Get ready for equality

Founded in 2014, When Women Thrive is Mercer’s global research and solution platform designed to help organisations

drive growth through the active and productive participation of their female workforce. The report offers the latest insights from the world’s most comprehensive report on women in the workforce, representing nearly 600 organisations and 3.2 million employees around the globe.

The drive for gender equality is unstoppable and not a case of if, but when. Mercer’s objective for their When Women Thrive research is to create the de nitive, global resource for understanding gender diversity trends inside of organisations, and to guide organisations to most effectively drive gender equality. The research examines the current representation of women and forecasts likely changes. The research also collects data on organisational practices and cultural attributes that may drive success in building representation.

Recent developments favour improved future representation of women. With so much emphasis on gender equality, organisations appear to have improved or maintained favourable promotion patterns and have accelerated the hiring of women into senior levels.

While these trends are encouraging, there is concern that they are not sustainable. The focus has been on the top levels, as organisations have sought to improve executive-level representation. But this focus has not extended to lower levels of the career hierarchy, raising concerns that the internal pipeline for future female managers and leaders may be weakening. For example, in many regions women are actually less likely to be promoted at lower levels. As a result of these patterns, representation of women in the professional sectors would increase only from 35% to 40%, globally, over 10 years.

To accelerate these paths, organisations need to move from ad-hoc efforts to improve senior-level hiring and promotion and focus on the whole system of talent dynamics. To make advances sustainable, they need to focus on the key drivers of gender diversity to build the inclusive culture required to support the change and to accelerate further the speed of progression for women.

This is not just morally right but companies are losing out on a huge talent pool they are losing from the bottom line too. A recent report shows that advancing gender equality could add $12 trillion to the global GDP.

The ILM map below is a graphical representation of the talent pipeline in an organisation—a quick point-in-time “snapshot” of the average survey respondent.

mercer-equality-survey

It summarises, for each standard career level, the rate at which talent is flowing into the organisation (total hires), moving up through the hierarchy (total promotions), and ultimately exiting the workforce (total exits). Percentages in the middle of the map indicate female and male representation at each career level. Hire, promotion, and exit rates are calculated as the total number of events divided by average headcount, by level and gender, over a 12-month period.

So Mercer took a look at some some key drivers that are critical to achieving gender equality.

1. A BROAD, ENTERPRISE-WIDE FOCUS IS CRITICAL TO SUSTAINABLE CHANGE

Success in building diversity requires a focus, throughout the entire hierarchy (not just at the top), on talent acquisition, development, and retention. Neither short-term priority at the top of the pyramid or concentration on a single workforce fl ow (e.g. equity in hiring) will drive sustainable change.

2. ACCOUNTABILITY IS NOT ENOUGH – LEADERSHIP NEEDS TO BE ENGAGED IN PROMOTING AND MANAGING DIVERSITY

Engagement of executives and men in D&I activities are strongly linked to success in building future female representation – HR programmess alone cannot deliver gender diversity. However, their data shows little improvement in such engagement.

3. THE ACTIVE MANAGEMENT OF TALENT DRIVES MORE FAVOURABLE OUTCOMES THAN PASSIVELY MANAGED, TRADITIONAL PROGRAMMES

One of the most significant drivers of progress for women is strong, regular pay equity processes, with clear ownership of the process and related remediation protocols. Yet, when we look at global pay equity, there is no evidence that this learning has taken root in respondent organisations. Another area linked to success in building gender diversity is effort to ensure against unintended consequences to those who avail themselves of leave and fl exibility programmes. We see that organisations where men are equally likely to take advantage of programmes are better situated to improve representation of women. It is key to train managers to effectively support employees who return from leaves.

4. HEALTH AND WEALTH SOLUTIONS IMPACT FIRMS’ LONG-TERM ABILITY TO ENGAGE AND RETAIN FEMALE TALENT

A key driver of success in building diverse representation is monitoring savings behaviour by gender and customising programmes to address differences in such behaviour. Women live longer and are more risk averse, leading to disadvantageous savings patterns. Organisations focused on female-only fi nancial planning workshops, focused on helping employees manage their debt as much as their savings, have seen signifi cant impact in terms of their ability to build female representation – likely owing to an enhanced value proposition.

5. MEN AND WOMEN OFFER EMPLOYERS DIFFERENT BUT EQUALLY IMPORTANT SKILLS FOR DRIVING THE BUSINESS

The research identifies the various skills and attributes that are most important for future career success. The top three characteristics identifi ed globally as driving career success include, in order of importance: flexibility/adaptability to change, problem-solving skills, and strategic visioning.

Gender equality is an unstoppable force and it is incumbent upon us all to ensure this is achieved with no further delay.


Pictures aside, return all of the records exactly as they stand.

[Dataset entries on figures]
- - -

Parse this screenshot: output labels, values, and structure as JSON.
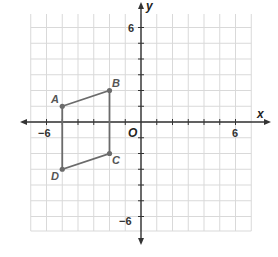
{
  "diagram": {
    "type": "coordinate-plane",
    "origin_label": "O",
    "x_axis_label": "x",
    "y_axis_label": "y",
    "x_range": [
      -7,
      7
    ],
    "y_range": [
      -7,
      7
    ],
    "tick_labels": {
      "x_neg": "−6",
      "x_pos": "6",
      "y_pos": "6",
      "y_neg": "−6"
    },
    "colors": {
      "grid": "#d9d9d9",
      "axis": "#333333",
      "shape": "#6b6b6b"
    },
    "shape": {
      "name": "quadrilateral ABCD",
      "vertices": [
        {
          "label": "A",
          "x": -5,
          "y": 1
        },
        {
          "label": "B",
          "x": -2,
          "y": 2
        },
        {
          "label": "C",
          "x": -2,
          "y": -2
        },
        {
          "label": "D",
          "x": -5,
          "y": -3
        }
      ]
    }
  }
}
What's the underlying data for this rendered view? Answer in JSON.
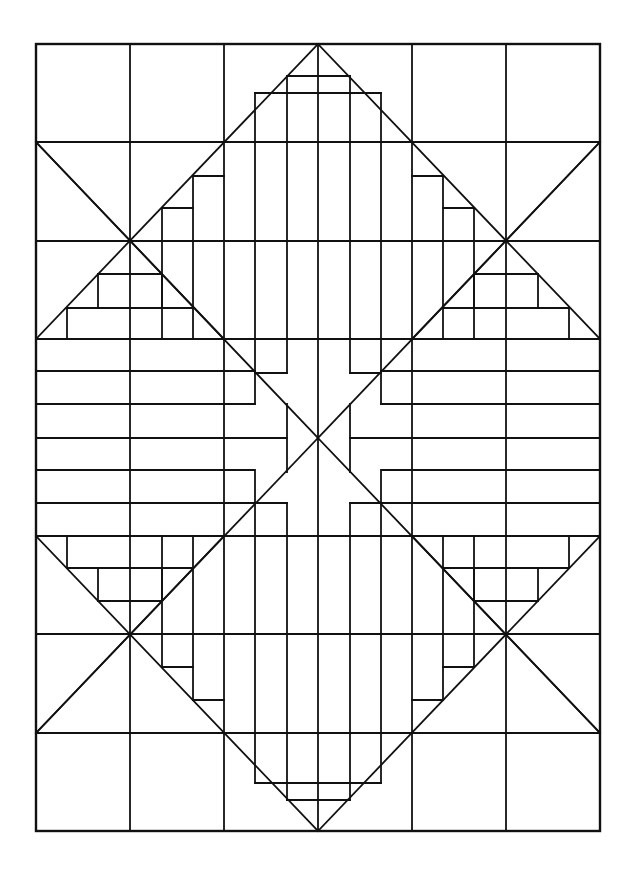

- - -

Exercise result
Parse this screenshot: output labels, values, and structure as JSON.
{
  "diagram": {
    "type": "coordinate-plane",
    "origin_label": "O",
    "x_axis_label": "x",
    "y_axis_label": "y",
    "x_range": [
      -7,
      7
    ],
    "y_range": [
      -7,
      7
    ],
    "tick_labels": {
      "x_neg": "−6",
      "x_pos": "6",
      "y_pos": "6",
      "y_neg": "−6"
    },
    "colors": {
      "grid": "#d9d9d9",
      "axis": "#333333",
      "shape": "#6b6b6b"
    },
    "shape": {
      "name": "quadrilateral ABCD",
      "vertices": [
        {
          "label": "A",
          "x": -5,
          "y": 1
        },
        {
          "label": "B",
          "x": -2,
          "y": 2
        },
        {
          "label": "C",
          "x": -2,
          "y": -2
        },
        {
          "label": "D",
          "x": -5,
          "y": -3
        }
      ]
    }
  }
}
What's the underlying data for this rendered view? Answer in JSON.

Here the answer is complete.